The dying of a dear one

Climate change and carbon footprints

A friend’s divorce


How to find time for what I treasure

When I look at my own list of concerns, I see more clearly how the tectonic shifts in American public life affect my personal life, directly and daily, as I decide how much of the Times to read, whether I have a whole hour for Democracy Now!, how many petitions to sign or phone calls to make to my senators, when to write an op-ed piece, and when to let it all go, look around, be local, be humbly, simply present, and lean into the sun so I can bloom where I’m planted.

Making a list of current concerns can also help us notice where our energies tend to flow as we live and move among people we love—how others’ losses, illnesses, and fluctuations of fortune affect us. We may be led once again to reflect on the importance of strengthening personal boundaries, for instance, or on the difference between generous sympathy and anxious hovering.

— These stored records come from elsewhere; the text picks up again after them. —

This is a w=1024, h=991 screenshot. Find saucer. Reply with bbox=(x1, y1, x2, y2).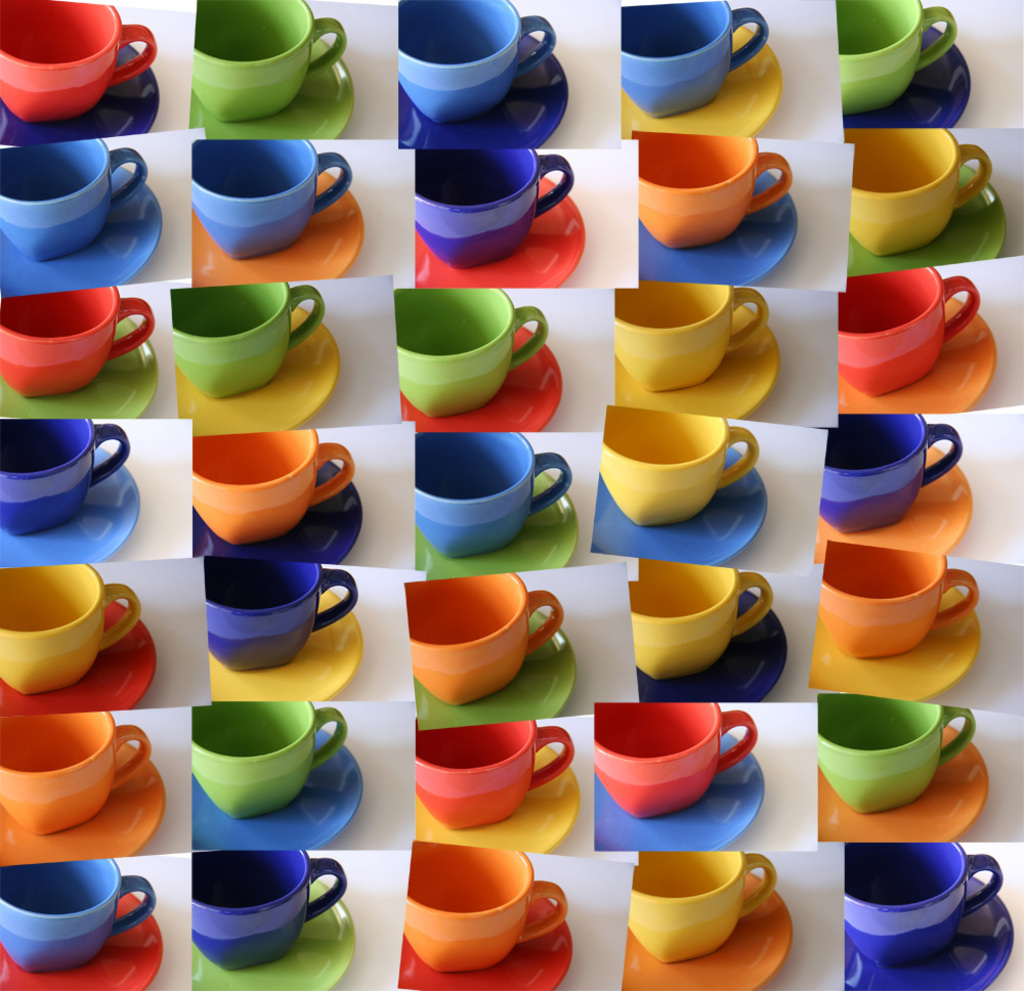
bbox=(639, 592, 791, 700).
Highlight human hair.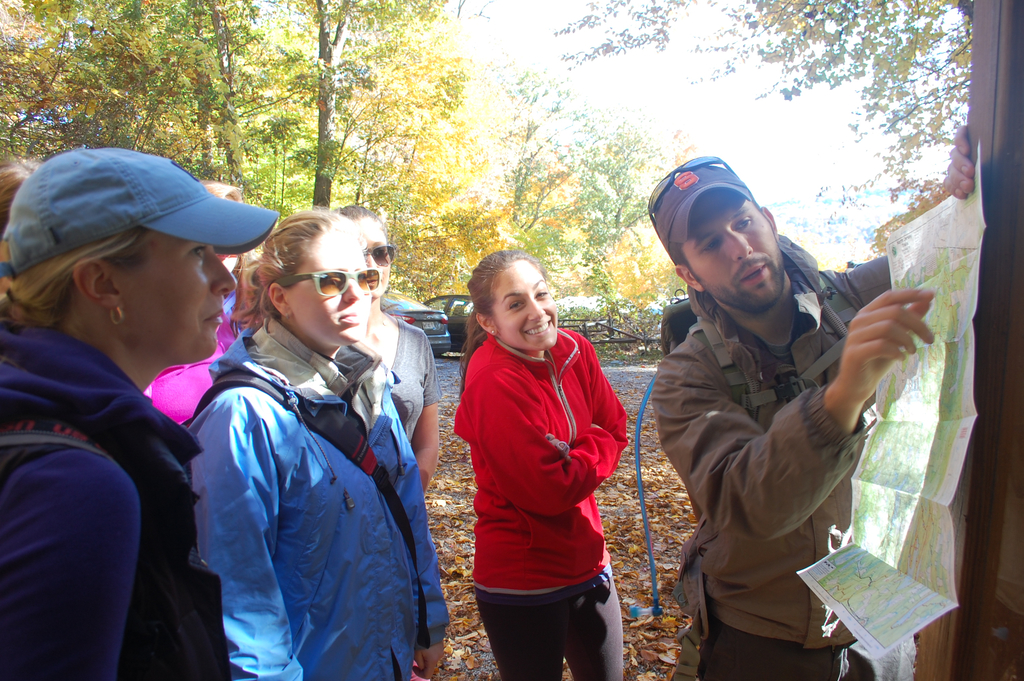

In the list above, for example, I included “a friend’s divorce,” recognizing how deeply her pain and her husband’s tugged at my heart, and at the same time how important it was that I confine my concerns for the most part to prayer and availability. They needed space and time to work out their differences—not the “help” I might too readily be inclined to offer. So I refrained from calling to ask how it was going, which was a challenge for me. But naming it on my list of concerns gave it a place on my “mattering map” and reminded me I could own the concern without having to quell it by acting in ways that suited my needs rather than theirs.

These lists are where we get explicit with ourselves: each item nudges us toward candor and clarity. They put our concerns in sharper focus and motivate us to address them in healthy and thoughtful ways, helping us find and hold appropriate distances. And naming our concerns allows us not only to revisit them but to revise them in in ways that funnel them into prayer or action, or simply allows us to lay them down gently and, as my mother often put it, “Give them to God.”

Some of our concerns we can address on our own; some we need others’ help with; some only God can manage. Naming them, specifying them, seeing them before us on the page, can help us distinguish which is which.

Some lists to try:

Concerns about [a particular loved one]


Who is attending to public concerns I care about

Undue pressures on young people I love


When to speak out


How to sustain my own mental/emotional health”

MAKE A LIST: How a Simple Practice Can Change Our Lives and Open our Hearts (Eerdmans Publishing Co.), by Marilyn McEntyre.